The required answer is a copy of each line in the entries below that includes "August".

*** Opening of Source material ***

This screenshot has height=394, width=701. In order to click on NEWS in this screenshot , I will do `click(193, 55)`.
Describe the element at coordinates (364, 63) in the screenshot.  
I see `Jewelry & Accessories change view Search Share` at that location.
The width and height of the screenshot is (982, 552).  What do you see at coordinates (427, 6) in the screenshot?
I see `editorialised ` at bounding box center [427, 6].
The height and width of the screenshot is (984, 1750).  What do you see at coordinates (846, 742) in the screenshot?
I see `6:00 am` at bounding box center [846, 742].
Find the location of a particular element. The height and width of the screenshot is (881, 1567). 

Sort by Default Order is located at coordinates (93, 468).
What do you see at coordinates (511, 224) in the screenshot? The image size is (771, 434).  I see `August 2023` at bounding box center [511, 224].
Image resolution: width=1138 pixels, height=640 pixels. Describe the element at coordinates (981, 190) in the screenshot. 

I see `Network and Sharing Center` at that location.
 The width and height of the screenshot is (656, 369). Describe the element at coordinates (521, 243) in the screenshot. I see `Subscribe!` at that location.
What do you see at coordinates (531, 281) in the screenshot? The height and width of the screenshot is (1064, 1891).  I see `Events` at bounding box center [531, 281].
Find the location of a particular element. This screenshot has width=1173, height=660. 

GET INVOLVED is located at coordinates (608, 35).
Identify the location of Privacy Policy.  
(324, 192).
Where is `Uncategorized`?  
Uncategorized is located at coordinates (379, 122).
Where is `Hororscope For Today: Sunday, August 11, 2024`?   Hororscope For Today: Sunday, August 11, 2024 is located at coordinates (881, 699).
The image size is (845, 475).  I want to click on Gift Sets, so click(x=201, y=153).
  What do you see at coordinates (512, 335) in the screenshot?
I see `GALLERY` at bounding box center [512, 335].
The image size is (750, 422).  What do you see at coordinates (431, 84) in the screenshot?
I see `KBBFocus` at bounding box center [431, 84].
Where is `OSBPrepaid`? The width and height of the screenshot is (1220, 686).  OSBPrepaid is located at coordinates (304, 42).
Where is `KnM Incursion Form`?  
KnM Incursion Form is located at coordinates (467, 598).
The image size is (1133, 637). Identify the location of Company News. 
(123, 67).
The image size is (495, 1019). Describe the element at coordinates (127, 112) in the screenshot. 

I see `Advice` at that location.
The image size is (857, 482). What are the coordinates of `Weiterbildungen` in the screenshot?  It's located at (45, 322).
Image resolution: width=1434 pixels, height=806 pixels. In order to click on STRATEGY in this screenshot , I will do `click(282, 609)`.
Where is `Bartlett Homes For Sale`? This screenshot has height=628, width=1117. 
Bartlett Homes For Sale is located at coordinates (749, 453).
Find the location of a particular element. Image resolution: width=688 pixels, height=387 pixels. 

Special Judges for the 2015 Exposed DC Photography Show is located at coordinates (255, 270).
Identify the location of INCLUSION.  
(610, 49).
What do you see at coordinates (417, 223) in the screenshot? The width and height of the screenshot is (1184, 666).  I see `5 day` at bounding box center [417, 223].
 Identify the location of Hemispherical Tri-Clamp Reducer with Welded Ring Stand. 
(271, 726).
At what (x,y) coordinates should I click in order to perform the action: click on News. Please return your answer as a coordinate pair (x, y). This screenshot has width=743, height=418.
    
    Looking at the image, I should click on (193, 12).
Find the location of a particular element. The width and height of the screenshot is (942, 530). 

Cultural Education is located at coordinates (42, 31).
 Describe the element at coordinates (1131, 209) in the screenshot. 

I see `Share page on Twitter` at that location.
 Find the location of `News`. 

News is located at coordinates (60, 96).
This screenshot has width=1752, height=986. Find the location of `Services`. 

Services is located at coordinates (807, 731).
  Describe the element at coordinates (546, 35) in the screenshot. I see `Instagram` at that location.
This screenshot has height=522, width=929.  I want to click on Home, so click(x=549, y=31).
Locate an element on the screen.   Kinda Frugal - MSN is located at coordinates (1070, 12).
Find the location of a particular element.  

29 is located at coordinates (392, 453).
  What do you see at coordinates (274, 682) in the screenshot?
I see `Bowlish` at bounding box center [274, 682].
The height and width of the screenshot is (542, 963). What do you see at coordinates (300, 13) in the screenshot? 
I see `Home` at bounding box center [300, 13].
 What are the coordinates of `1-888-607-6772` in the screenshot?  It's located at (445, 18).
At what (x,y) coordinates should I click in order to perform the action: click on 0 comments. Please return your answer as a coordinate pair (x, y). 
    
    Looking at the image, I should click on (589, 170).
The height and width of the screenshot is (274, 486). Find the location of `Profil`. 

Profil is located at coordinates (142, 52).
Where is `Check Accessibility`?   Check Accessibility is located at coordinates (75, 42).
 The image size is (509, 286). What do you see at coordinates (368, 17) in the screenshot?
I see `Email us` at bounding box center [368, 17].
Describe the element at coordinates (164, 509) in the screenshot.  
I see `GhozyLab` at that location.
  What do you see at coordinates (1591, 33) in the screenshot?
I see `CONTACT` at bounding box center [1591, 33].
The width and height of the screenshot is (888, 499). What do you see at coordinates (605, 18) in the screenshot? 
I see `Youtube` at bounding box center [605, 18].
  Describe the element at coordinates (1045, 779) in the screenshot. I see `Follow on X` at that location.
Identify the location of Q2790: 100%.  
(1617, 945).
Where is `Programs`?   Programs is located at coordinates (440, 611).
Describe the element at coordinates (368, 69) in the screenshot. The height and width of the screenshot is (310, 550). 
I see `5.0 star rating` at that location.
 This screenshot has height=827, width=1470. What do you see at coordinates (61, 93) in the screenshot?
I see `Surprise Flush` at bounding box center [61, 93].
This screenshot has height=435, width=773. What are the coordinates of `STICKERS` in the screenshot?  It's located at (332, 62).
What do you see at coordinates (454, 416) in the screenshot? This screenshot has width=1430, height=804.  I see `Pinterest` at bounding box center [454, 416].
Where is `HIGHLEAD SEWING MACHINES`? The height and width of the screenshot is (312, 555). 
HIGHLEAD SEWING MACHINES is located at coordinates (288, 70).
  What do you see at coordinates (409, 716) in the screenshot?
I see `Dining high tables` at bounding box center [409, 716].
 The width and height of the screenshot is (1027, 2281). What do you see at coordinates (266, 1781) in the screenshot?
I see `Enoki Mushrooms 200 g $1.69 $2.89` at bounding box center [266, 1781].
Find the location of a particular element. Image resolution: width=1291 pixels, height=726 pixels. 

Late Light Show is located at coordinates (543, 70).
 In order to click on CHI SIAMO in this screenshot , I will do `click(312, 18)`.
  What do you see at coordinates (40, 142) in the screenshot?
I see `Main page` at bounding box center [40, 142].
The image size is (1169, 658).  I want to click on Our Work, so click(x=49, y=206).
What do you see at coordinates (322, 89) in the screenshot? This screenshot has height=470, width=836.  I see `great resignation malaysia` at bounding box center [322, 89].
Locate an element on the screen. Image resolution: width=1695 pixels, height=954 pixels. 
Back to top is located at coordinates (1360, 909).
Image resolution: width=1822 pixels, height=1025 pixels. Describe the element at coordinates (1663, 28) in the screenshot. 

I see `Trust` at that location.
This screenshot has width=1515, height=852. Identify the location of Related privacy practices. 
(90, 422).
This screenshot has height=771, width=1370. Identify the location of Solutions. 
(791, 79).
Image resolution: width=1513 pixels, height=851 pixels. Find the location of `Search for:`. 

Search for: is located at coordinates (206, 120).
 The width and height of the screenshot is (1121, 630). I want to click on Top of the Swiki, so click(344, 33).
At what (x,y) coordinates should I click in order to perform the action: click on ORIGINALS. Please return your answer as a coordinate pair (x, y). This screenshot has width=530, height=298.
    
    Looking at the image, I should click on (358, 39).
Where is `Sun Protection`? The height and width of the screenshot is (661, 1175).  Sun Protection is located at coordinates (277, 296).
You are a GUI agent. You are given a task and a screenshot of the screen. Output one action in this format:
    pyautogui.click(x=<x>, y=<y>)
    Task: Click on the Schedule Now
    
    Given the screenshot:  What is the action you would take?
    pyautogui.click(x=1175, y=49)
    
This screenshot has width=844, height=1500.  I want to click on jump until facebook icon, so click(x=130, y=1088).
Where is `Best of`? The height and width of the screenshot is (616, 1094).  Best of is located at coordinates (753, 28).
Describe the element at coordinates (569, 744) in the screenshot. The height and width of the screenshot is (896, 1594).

*** Close of Source material ***

Completed exercise —
What do you see at coordinates (511, 224) in the screenshot? The image size is (771, 434).  I see `August 2023` at bounding box center [511, 224].
Where is `Hororscope For Today: Sunday, August 11, 2024`?   Hororscope For Today: Sunday, August 11, 2024 is located at coordinates (881, 699).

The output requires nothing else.